Video screengrabs purporting to show the flying object landing on Modi's car.

New Delhi: Questions surround videos posted on social media purporting to show a slipper landing on Prime Minister Narendra Modi’s car as he drove through Varanasi on June 18.

Footage circulated on social media sites appear to show a flat flying object, looking somewhat like a slipper, landing on the hood of Modi’s car. One of his bodyguards from Special Protection Group, riding on the outside of the car, is seen reaching for it and throwing it back at the crowd.

The Telegraph has reported that Modi’s convoy was headed from the Dashashvamedha Ghat to KV Mandir when the incident happened.

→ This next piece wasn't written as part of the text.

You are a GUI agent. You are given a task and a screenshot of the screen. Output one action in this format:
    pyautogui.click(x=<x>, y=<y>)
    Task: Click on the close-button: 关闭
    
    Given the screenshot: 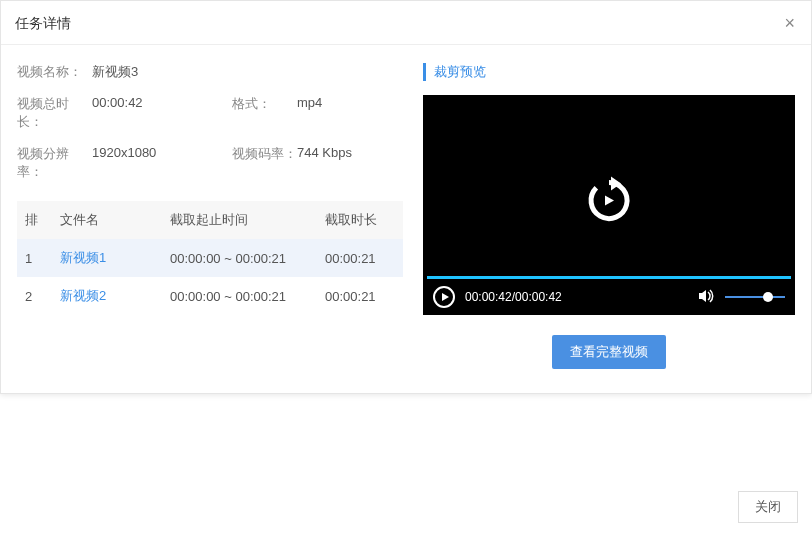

The report and also Free Press Journal‘s, note a bystander having said, “Chappal phenk ke maara [a slipper has been hurled]”, amidst chants of “Modi, Modi”. Many on social media called the object that landed on his car a slipper or chappal as well.

Multiple reports have highlighted that whatever the object, the incident was a security breach.

This is Modi’s first visit to his constituency since his victory from there in the Lok Sabha election. Modi has returned as prime minister but has been significantly humbled in the polls. From Varanasi, he recorded a drastically lower margin from 2019 and ranks 116th amongst 240 BJP MPs’ margins, much lower than many other opposition leaders.

A senior Uttar Pradesh police officer told Telegraph that a mobile phone, and not a slipper, had landed on the car and had been hurled “unintentionally.”

Iraq

On December 14, 2008. US head of government, George W. Bush became the first head of the executive to have footwear hurled at him this millennium, which, because he ducked deftly, did not hit the target. But unlike the gravity and significance of a chappal, if there was one hurled at the PM’s car in his own constituency, the shoe was hurled not in the United States, nor by a US national. Iraqi journalist Muntadhar al-Zaidi did it while Bush was on a foreign trip, in protest against the US’s unconscionable war in Iraq. The incident took place after Bush had lost to Barack Obama but Obama had yet to assume office.

Fifteen years after the incident last December, the shoe-hurler’s risk-taking abilities have been acknowledged as it could have “had dire effects on his own life — a risk he was well aware of beforehand — but it lives on in the public imagination worldwide as perhaps the most effective individual protest against America’s bloody and ultimately disastrous invasion and occupation of Iraq.”